Three-and-a-half minutes later: “Warrant has been served. Both subjects cooperating. Detectives entering the residence. Stand by.”
The radio goes mostly silent then. Someone requests a new pair of gloves be brought inside the house. Another officer asks if he and his men should continue to turn away traffic at the intersection. Deputy Portman responds in the affirmative.
Gwendy pulls in a deep breath, lets it out. Sheila takes a bite of her donut and stares intently at the radio monitor, the expression on her face unchanged.
“How in the world are you so calm?” Gwendy asks, breaking the silence. “I’m dying over here.”
Sheila gives her a dry look, smudges of white powder stuck in the corners of her mouth. “Twenty-five years on the job, honey. Seen and heard it all by now. You wouldn’t believe the things I’ve seen!” She takes another bite of donut and continues with her mouth full. “I’ll tell you this, though… if you don’t stop chewing on those nails of yours, you’re gonna have to walk across the street to the drugstore in about five minutes and buy yourself some Band-Aids.”
Gwendy lowers her pinky finger from her mouth and crosses her arms like a sullen teenager.
“Sheila, come back,” the radio squawks.
She wipes powdery fingers on her blouse and keys the mic. “Right here, Sheriff.”
There’s a crackle of static, and then: “I’ve got a message for our visitor.”
“Roger that. She’s sitting right next to me gnawing on her fingers.”
“Tell her… we got our man.”
70
“TURN IT UP, GWEN,” her father says, sitting down on the arm of his recliner. He’s staring at the television screen with rapt fascination.
“I’ll be making a few brief comments,” Sheriff Ridgewick says into the tangle of microphones set up outside the stationhouse, “and then I’ll hand it over to State Police Detective Frank Thome to answer any questions.”
He flips open a notepad and starts reading. “Earlier today, the Castle County Sheriff’s Department and the Maine State Police executed a search warrant on a residence located at 113 Ford Road in northern Castle Rock. A number of personal items belonging to Rhonda Tomlinson were discovered under a loose floorboard in one of the bedrooms. After interviewing multiple residents of the home, a suspect, Lucas Browne, age twenty, was placed into custody. After receiving permission from the owner of the residence, Charles Browne, age fifty-nine, to search a family-owned cabin located near Dark Score Lake, officers discovered fourteen-year-old Deborah Parker shackled and unconscious inside the cabin’s dirt cellar. She has been reunited with her family and is currently receiving medical treatment at a local hospital.”
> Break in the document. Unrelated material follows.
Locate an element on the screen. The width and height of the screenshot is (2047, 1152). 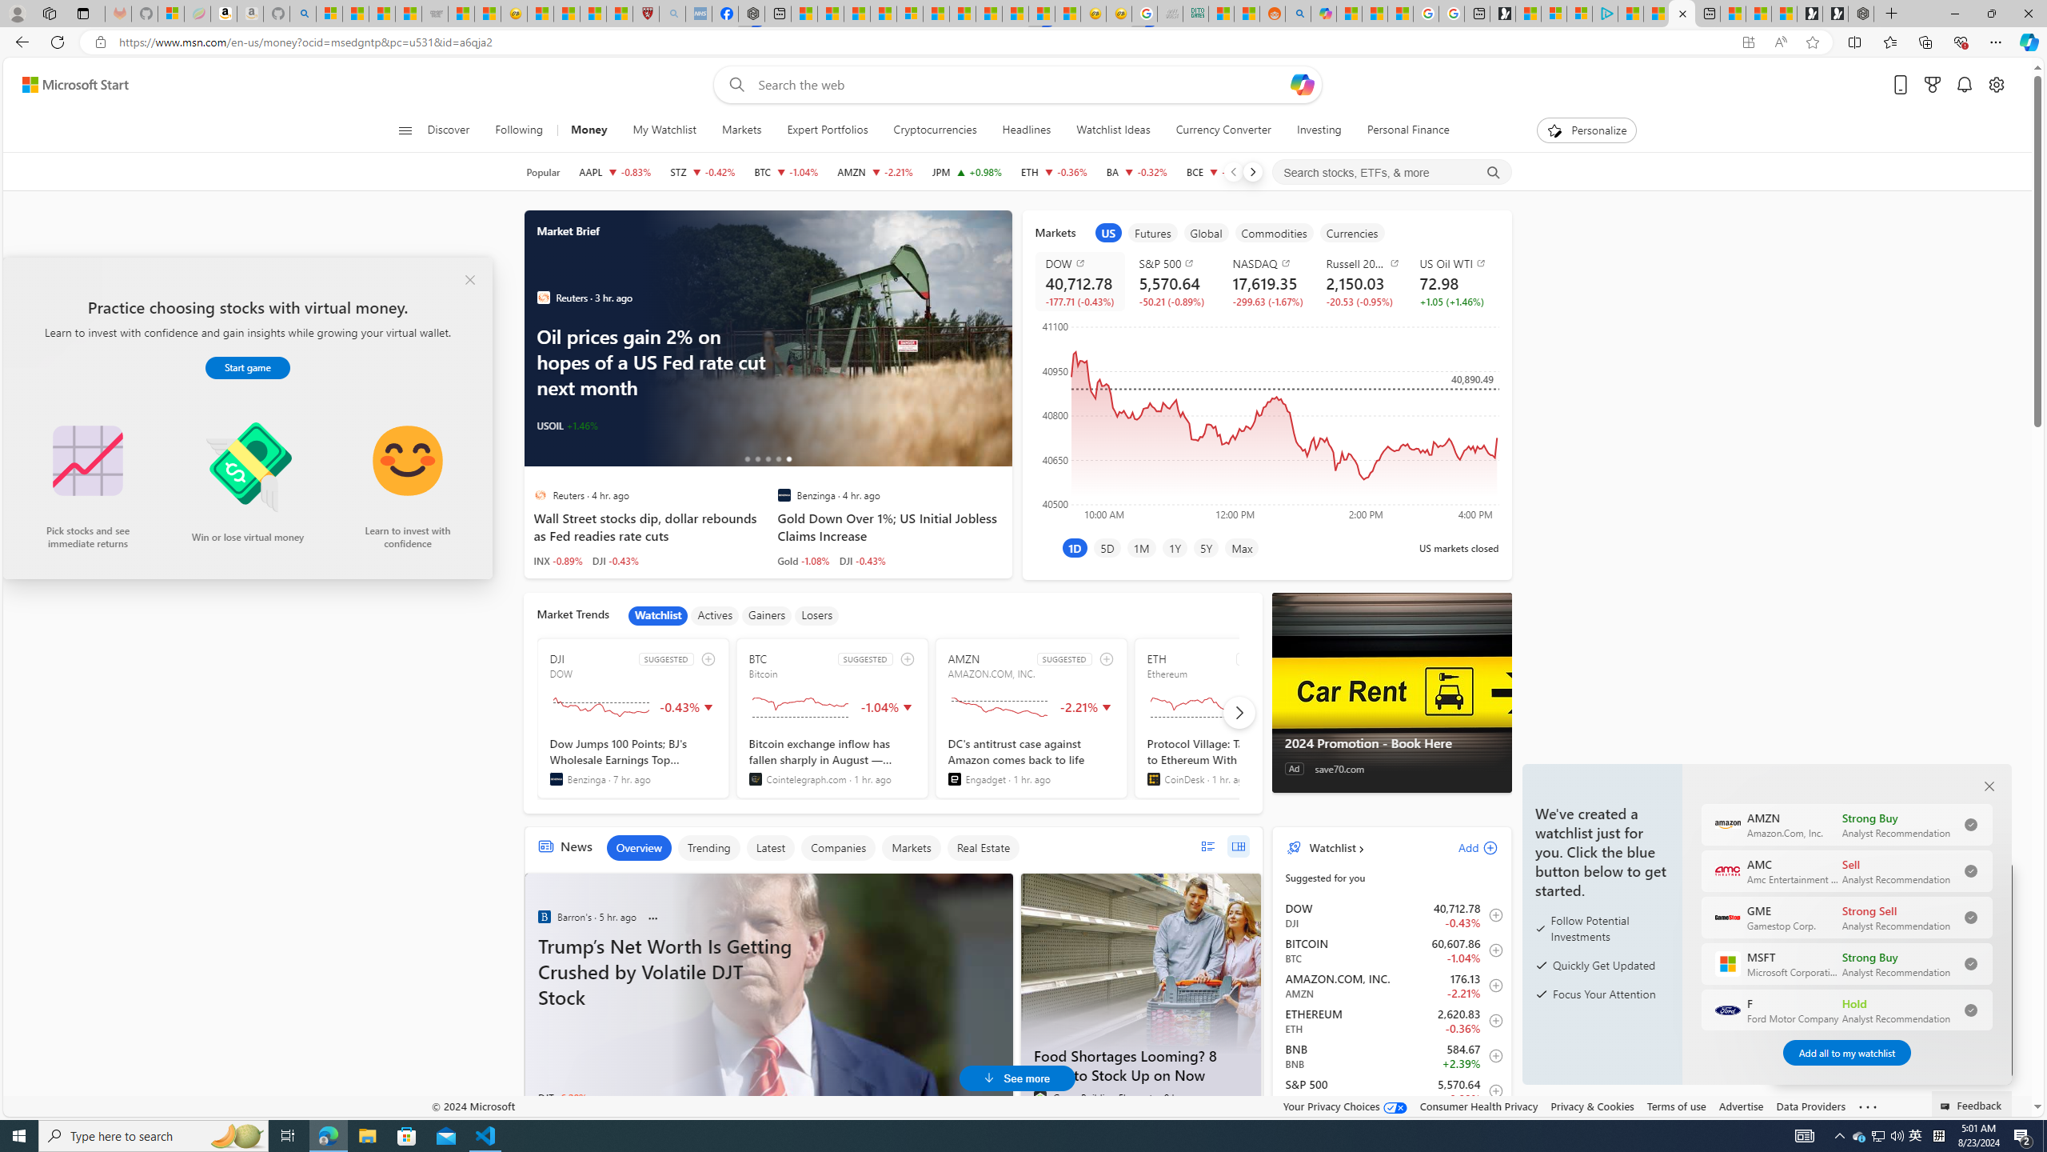
1M is located at coordinates (1141, 547).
The sheriff looks up from his notepad, the dark circles under his eyes telling the rest of the story. “After an extensive search of the property surrounding the cabin, officers were able to locate the remains of Rhonda Tomlinson and Carla Hoffman buried a short distance away. Both families have been notified and the victims’ remains will be transported to the Castle County Morgue in due course pending further investigation. Lucas Browne has been charged in the abductions and murders of Miss Tomlinson and Miss Hoffman and the abduction and torture of Miss Parker. Additional charges are pending. Lucas Browne remains in custody at this time at the Castle County Sheriff’s Department. Detective Thome will now take your questions.”